If you come across a piece of tech you simply don’t understand, you’ll at least know you’re not alone. All the mutants in Blue Manchu’s mysterious setting serve at the pleasure of the gods—which are computer systems beyond the ken of anybody living in this “crazy sci-fi dungeon”.

(Image credit: Blue Manchu)

“Thematically, it’s a game about people living in a world that they don’t understand, but not necessarily even understanding that they don’t understand it,” Chey says. “I think that’s quite apparent in the game.” It’s an idea, he suggests, that might apply to all of us. “This game is not a critique of religion, but it becomes apparent that religion isn’t necessarily going to provide very reliable answers about how this world functions to the people who live in it.”

It’s a game about people living in a world that they don’t understand, but not necessarily even understanding that they don’t understand it.

Jonathan Chey

One experimental feature of Godzone 6, which has been a point of contention on the Blue Manchu team, is the language your opponents speak—a kind of pidgin English invented for the game. “Enemies yelling things out is obviously a big part of Looking Glass games and immersive sims, because they tell you what they’re thinking,” Chey says. “But you can’t necessarily understand that in this game, at least when you start playing.”
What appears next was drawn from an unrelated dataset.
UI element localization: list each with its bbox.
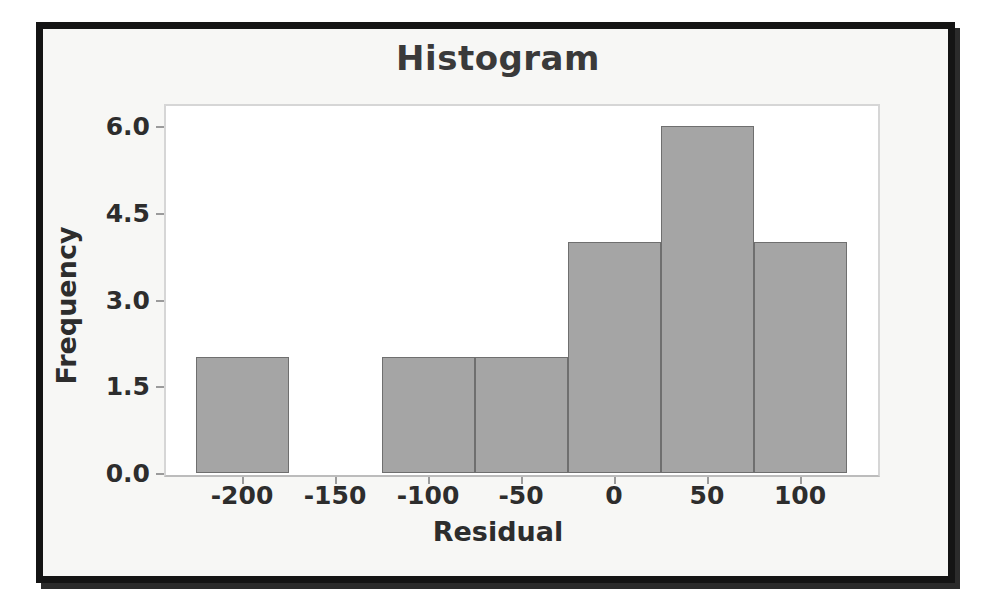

Over time, with effort, you might begin to make sense of your enemies’ calls and the graffiti scribbled on the walls, and benefit from that new understanding. Though Chey doesn’t expect that most players will bother. “They’ll just ignore it, and it’s fine, because you don’t really need to know it,” he says. “But it also provides a layer of exploration and discovery that I hope is interesting.”

This dense sci-fi is the culmination of many years of professional development for Chey personally. “When I was working at Irrational Games, Ken took care of all the fiction, so I didn’t have to worry about that,” he says. “But it’s a role I’m being forced to grow into, and I have committed very strongly to thinking about this world and building it. It’s a much more fully developed world than we’ve done in the past two games.”

(Image credit: Blue Manchu)

Although Blue Manchu is still prototyping, the plan is to open up Godzone 6 to the community early, via demos, preview builds and beta testing. “With Wild Bastards I think we just lost contact,” Chey says. “We handed it all off to the publisher and didn’t really talk to the audience anymore. I think that was really bad.”

Mind you, if Chey had a choice, he would sit at his desk developing all day, rather than interacting with game communities. “I wouldn’t log onto Discord and chat to people,” he says. “I actually really hate releasing games, because obviously it’s nice when people like stuff, but there are always people who are disappointed or upset. It’s very hard. I wish I never had to release a game. If I could just sit here and work on them, that would be the ideal world.”

In the end, though, it’s for both Chey’s benefit and ours that Godzone 6 will come out. “I think it’s probably good to get out and understand that ultimately, whatever you’re doing, it’s intended for consumption by other people,” he says. “If it’s just for your own amusement, it’s probably pretty easy to disappear up your own arse.”